The Critic: “Marty’s First Date”

If the creators of The Critic had had their way, the show would have followed up a pilot where protagonist Jay Sherman is faced with a moral conundrum when called upon to review the film of a gorgeous actress he’s sleeping with an episode where Jay Sherman is menaced by a psychotic female fan in an extended Misery parody. It would have been an extraordinarily dark and unmistakably adult follow-up for a show still courting The Simpsons’ family audience.
Cooler, more cautious heads prevailed and “Pilot” was followed by the more family-friendly “Marty’s First Date.” The show still seemingly made some pretty perverse choices when it came to courting a mass audience, however. “Marty’s First Date”, for example, introduces Jay’s angry shrew of an ex-wife shivering with seemingly justified revulsion as she looks at Jay from angles that make him look both repulsive and disconcertingly phallic and has old wallpaper torn down because, as she bitterly recounts, it has “too many bad memories.” The show seemingly couldn’t take a step forward commercially with shimmying a few steps back.
Jay’s cozy relationship with his son is one of the show’s more commercial aspects, but even the character of Marty reflects the show’s continental bent and metropolitan sensibility. Many of the jokes involving Marty, for example, involve his schooling at the United Nations Private School (motto: “Teaching Brotherhood and Tolerance Who Those Who Can Afford It”) Nothing ropes in kids quite like jokes about international relations and the Easter Islands.
Thankfully, puppy love is a safer bet so “Marty’s First Date” finds an appropriately international choice for Marty’s first date/love: Fidel Castro’s bookish granddaughter Carmen. “Marty’s First Date” borrows its premise from two of the preeminent classics of the field: Cyrano De Bergerac and Romeo & Juliet.
First, Jay volunteers to coach his son of the ways of love despite his own comitragic romantic history. The Critic has a remarkably jaundiced, cynical view on love. There is, of course, the cautionary warning that is Jay’s toxic relationship with his ex-wife (who we learn here apparently committed to marrying him without ever seeing his face or hearing his voice) but the parade of failure and humiliation doesn’t end there. Is it any wonder Jay desperately tells his son of the fairer sex, “Once they’ve got their claws in you there’s no end to the horrors they can inflict. Don’t leave your papa! Don’t leave your papa!?”
“Marty’s First Date” shifts from Cyrano De Bergerac to Romeo & Juliet once Carmen’s parents send her back home to Cuba to keep her from pursuing her relationship with Marty any further. In its third act, “Marty’s First Date” combines good-natured jabs at Cuban anti-Americanism with light romance as Marty pursues his evasive love across national lines.
There’s an astonishing range of jokes on The Critic. There are the bite-sized movie parodies and gags about Jay’s weight, love life and career but also weird conceptual bits and jokes that almost feel like the television equivalent of a head-scratcher of a New Yorker cartoon, like an odd gag where a bum takes a cello out of a garbage can, plays a few lovely notes and collects cash from indulgent strangers who angrily take back their money the moment he hits a wrong note. It’s not a particularly funny gag but it’s the kind of genial, New Yorkcentric joke that gives the show its character.
There are a fair number of hacky jokes as well. A mock trailer for F—an X-style biography of half-forgotten Republican also-ran Malcolm Forbes—indelibly dates the episode as a product of 1994 and gags involving Sally Struthers and Woody Allen cry out for a rim shot. To both its credit and its detriment, The Critic doesn’t discriminate between jokes. It has a vaudevillian lack of shame about trolling deep depths for a laugh (or at least a knowing chuckle).
What ultimately sells “Marty’s First Date” are not the Hellzapoppin-style gags or broad political satire but rather the underlying sweetness of the relationships between Jay and Marty and Marty and Carmen. Marty clearly adores his father and the feeling is mutual. By the time Carmen and Marty share a kiss that takes them from day to night and sends fireworks rocketing in the distance the show's cynicism has given way to swooning, infectious romanticism.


**WORK INSTRUCTION:** Set down the records again. Every word and mark must match exactly.

=== Section Start ===

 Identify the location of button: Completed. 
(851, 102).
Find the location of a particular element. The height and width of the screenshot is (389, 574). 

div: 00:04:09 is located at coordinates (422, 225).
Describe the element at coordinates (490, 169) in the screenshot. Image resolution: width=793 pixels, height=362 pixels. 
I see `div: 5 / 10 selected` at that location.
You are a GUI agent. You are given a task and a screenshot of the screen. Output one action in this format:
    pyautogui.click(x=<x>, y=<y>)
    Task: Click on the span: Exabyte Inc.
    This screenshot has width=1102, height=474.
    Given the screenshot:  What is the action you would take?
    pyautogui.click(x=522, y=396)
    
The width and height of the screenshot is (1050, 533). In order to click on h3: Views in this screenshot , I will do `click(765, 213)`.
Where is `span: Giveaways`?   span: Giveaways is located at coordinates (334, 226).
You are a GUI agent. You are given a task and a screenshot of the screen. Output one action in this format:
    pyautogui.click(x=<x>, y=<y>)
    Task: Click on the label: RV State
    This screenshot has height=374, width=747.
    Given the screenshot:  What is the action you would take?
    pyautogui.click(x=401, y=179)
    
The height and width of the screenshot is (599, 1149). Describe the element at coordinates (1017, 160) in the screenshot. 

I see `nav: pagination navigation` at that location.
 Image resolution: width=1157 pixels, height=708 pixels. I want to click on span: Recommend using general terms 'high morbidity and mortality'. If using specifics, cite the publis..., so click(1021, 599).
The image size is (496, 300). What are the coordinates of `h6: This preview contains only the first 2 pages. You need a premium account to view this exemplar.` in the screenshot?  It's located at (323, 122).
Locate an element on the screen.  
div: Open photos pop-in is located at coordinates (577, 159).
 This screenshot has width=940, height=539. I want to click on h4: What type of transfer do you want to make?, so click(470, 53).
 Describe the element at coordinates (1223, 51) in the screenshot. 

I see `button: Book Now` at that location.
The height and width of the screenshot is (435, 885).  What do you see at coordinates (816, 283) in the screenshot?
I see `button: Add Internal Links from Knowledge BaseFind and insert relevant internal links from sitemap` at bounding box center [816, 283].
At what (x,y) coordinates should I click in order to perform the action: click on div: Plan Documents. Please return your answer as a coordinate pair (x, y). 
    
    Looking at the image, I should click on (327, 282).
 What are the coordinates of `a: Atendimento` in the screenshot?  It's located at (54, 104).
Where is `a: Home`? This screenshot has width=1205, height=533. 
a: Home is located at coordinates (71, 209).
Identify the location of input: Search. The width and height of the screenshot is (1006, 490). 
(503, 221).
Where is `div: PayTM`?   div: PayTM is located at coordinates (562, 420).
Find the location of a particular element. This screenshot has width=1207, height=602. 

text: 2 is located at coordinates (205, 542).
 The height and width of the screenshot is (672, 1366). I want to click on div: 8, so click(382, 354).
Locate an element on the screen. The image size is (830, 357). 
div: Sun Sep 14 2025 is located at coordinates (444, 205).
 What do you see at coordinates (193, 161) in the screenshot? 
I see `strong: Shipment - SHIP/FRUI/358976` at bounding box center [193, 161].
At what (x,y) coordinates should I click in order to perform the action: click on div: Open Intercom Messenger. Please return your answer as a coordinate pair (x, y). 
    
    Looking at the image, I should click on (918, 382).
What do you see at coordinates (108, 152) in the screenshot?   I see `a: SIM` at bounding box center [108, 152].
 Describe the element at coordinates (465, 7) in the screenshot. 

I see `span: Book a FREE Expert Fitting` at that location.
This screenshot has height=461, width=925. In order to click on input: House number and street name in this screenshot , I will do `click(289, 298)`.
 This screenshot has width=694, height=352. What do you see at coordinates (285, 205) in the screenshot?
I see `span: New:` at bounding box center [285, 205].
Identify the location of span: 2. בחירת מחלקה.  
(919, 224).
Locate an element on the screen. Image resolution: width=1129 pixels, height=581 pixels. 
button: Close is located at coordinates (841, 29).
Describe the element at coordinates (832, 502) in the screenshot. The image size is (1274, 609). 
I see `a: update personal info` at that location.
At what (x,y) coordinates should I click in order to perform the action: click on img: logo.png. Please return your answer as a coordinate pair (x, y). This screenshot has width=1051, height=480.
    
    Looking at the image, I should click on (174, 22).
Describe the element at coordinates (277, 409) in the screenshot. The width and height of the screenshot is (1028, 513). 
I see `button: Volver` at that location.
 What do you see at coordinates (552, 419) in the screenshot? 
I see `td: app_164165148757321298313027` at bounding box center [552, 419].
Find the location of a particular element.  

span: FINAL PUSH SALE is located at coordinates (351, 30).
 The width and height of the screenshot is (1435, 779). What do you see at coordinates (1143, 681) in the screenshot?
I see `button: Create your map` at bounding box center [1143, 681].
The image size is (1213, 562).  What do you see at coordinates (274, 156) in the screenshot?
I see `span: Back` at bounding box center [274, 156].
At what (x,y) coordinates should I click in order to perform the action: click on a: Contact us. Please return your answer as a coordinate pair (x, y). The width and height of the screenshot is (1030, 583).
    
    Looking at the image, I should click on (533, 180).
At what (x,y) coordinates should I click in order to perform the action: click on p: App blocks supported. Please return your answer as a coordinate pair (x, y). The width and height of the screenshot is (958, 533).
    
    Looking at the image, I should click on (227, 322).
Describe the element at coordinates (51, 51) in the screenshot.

=== Section End ===

**RESULT OF THE EXERCISE:**
 Identify the location of button: Completed. 
(851, 102).
Find the location of a particular element. The height and width of the screenshot is (389, 574). 

div: 00:04:09 is located at coordinates (422, 225).
Describe the element at coordinates (490, 169) in the screenshot. Image resolution: width=793 pixels, height=362 pixels. 
I see `div: 5 / 10 selected` at that location.
You are a GUI agent. You are given a task and a screenshot of the screen. Output one action in this format:
    pyautogui.click(x=<x>, y=<y>)
    Task: Click on the span: Exabyte Inc.
    This screenshot has width=1102, height=474.
    Given the screenshot:  What is the action you would take?
    pyautogui.click(x=522, y=396)
    
The width and height of the screenshot is (1050, 533). In order to click on h3: Views in this screenshot , I will do `click(765, 213)`.
Where is `span: Giveaways`?   span: Giveaways is located at coordinates (334, 226).
You are a GUI agent. You are given a task and a screenshot of the screen. Output one action in this format:
    pyautogui.click(x=<x>, y=<y>)
    Task: Click on the label: RV State
    This screenshot has height=374, width=747.
    Given the screenshot:  What is the action you would take?
    pyautogui.click(x=401, y=179)
    
The height and width of the screenshot is (599, 1149). Describe the element at coordinates (1017, 160) in the screenshot. 

I see `nav: pagination navigation` at that location.
 Image resolution: width=1157 pixels, height=708 pixels. I want to click on span: Recommend using general terms 'high morbidity and mortality'. If using specifics, cite the publis..., so click(1021, 599).
The image size is (496, 300). What are the coordinates of `h6: This preview contains only the first 2 pages. You need a premium account to view this exemplar.` in the screenshot?  It's located at (323, 122).
Locate an element on the screen.  
div: Open photos pop-in is located at coordinates (577, 159).
 This screenshot has width=940, height=539. I want to click on h4: What type of transfer do you want to make?, so click(470, 53).
 Describe the element at coordinates (1223, 51) in the screenshot. 

I see `button: Book Now` at that location.
The height and width of the screenshot is (435, 885).  What do you see at coordinates (816, 283) in the screenshot?
I see `button: Add Internal Links from Knowledge BaseFind and insert relevant internal links from sitemap` at bounding box center [816, 283].
At what (x,y) coordinates should I click in order to perform the action: click on div: Plan Documents. Please return your answer as a coordinate pair (x, y). 
    
    Looking at the image, I should click on (327, 282).
 What are the coordinates of `a: Atendimento` in the screenshot?  It's located at (54, 104).
Where is `a: Home`? This screenshot has width=1205, height=533. 
a: Home is located at coordinates (71, 209).
Identify the location of input: Search. The width and height of the screenshot is (1006, 490). 
(503, 221).
Where is `div: PayTM`?   div: PayTM is located at coordinates (562, 420).
Find the location of a particular element. This screenshot has width=1207, height=602. 

text: 2 is located at coordinates (205, 542).
 The height and width of the screenshot is (672, 1366). I want to click on div: 8, so click(382, 354).
Locate an element on the screen. The image size is (830, 357). 
div: Sun Sep 14 2025 is located at coordinates (444, 205).
 What do you see at coordinates (193, 161) in the screenshot? 
I see `strong: Shipment - SHIP/FRUI/358976` at bounding box center [193, 161].
At what (x,y) coordinates should I click in order to perform the action: click on div: Open Intercom Messenger. Please return your answer as a coordinate pair (x, y). 
    
    Looking at the image, I should click on (918, 382).
What do you see at coordinates (108, 152) in the screenshot?   I see `a: SIM` at bounding box center [108, 152].
 Describe the element at coordinates (465, 7) in the screenshot. 

I see `span: Book a FREE Expert Fitting` at that location.
This screenshot has height=461, width=925. In order to click on input: House number and street name in this screenshot , I will do `click(289, 298)`.
 This screenshot has width=694, height=352. What do you see at coordinates (285, 205) in the screenshot?
I see `span: New:` at bounding box center [285, 205].
Identify the location of span: 2. בחירת מחלקה.  
(919, 224).
Locate an element on the screen. Image resolution: width=1129 pixels, height=581 pixels. 
button: Close is located at coordinates (841, 29).
Describe the element at coordinates (832, 502) in the screenshot. The image size is (1274, 609). 
I see `a: update personal info` at that location.
At what (x,y) coordinates should I click in order to perform the action: click on img: logo.png. Please return your answer as a coordinate pair (x, y). This screenshot has width=1051, height=480.
    
    Looking at the image, I should click on (174, 22).
Describe the element at coordinates (277, 409) in the screenshot. The width and height of the screenshot is (1028, 513). 
I see `button: Volver` at that location.
 What do you see at coordinates (552, 419) in the screenshot? 
I see `td: app_164165148757321298313027` at bounding box center [552, 419].
Find the location of a particular element.  

span: FINAL PUSH SALE is located at coordinates (351, 30).
 The width and height of the screenshot is (1435, 779). What do you see at coordinates (1143, 681) in the screenshot?
I see `button: Create your map` at bounding box center [1143, 681].
The image size is (1213, 562).  What do you see at coordinates (274, 156) in the screenshot?
I see `span: Back` at bounding box center [274, 156].
At what (x,y) coordinates should I click in order to perform the action: click on a: Contact us. Please return your answer as a coordinate pair (x, y). The width and height of the screenshot is (1030, 583).
    
    Looking at the image, I should click on (533, 180).
At what (x,y) coordinates should I click in order to perform the action: click on p: App blocks supported. Please return your answer as a coordinate pair (x, y). The width and height of the screenshot is (958, 533).
    
    Looking at the image, I should click on (227, 322).
Describe the element at coordinates (51, 51) in the screenshot.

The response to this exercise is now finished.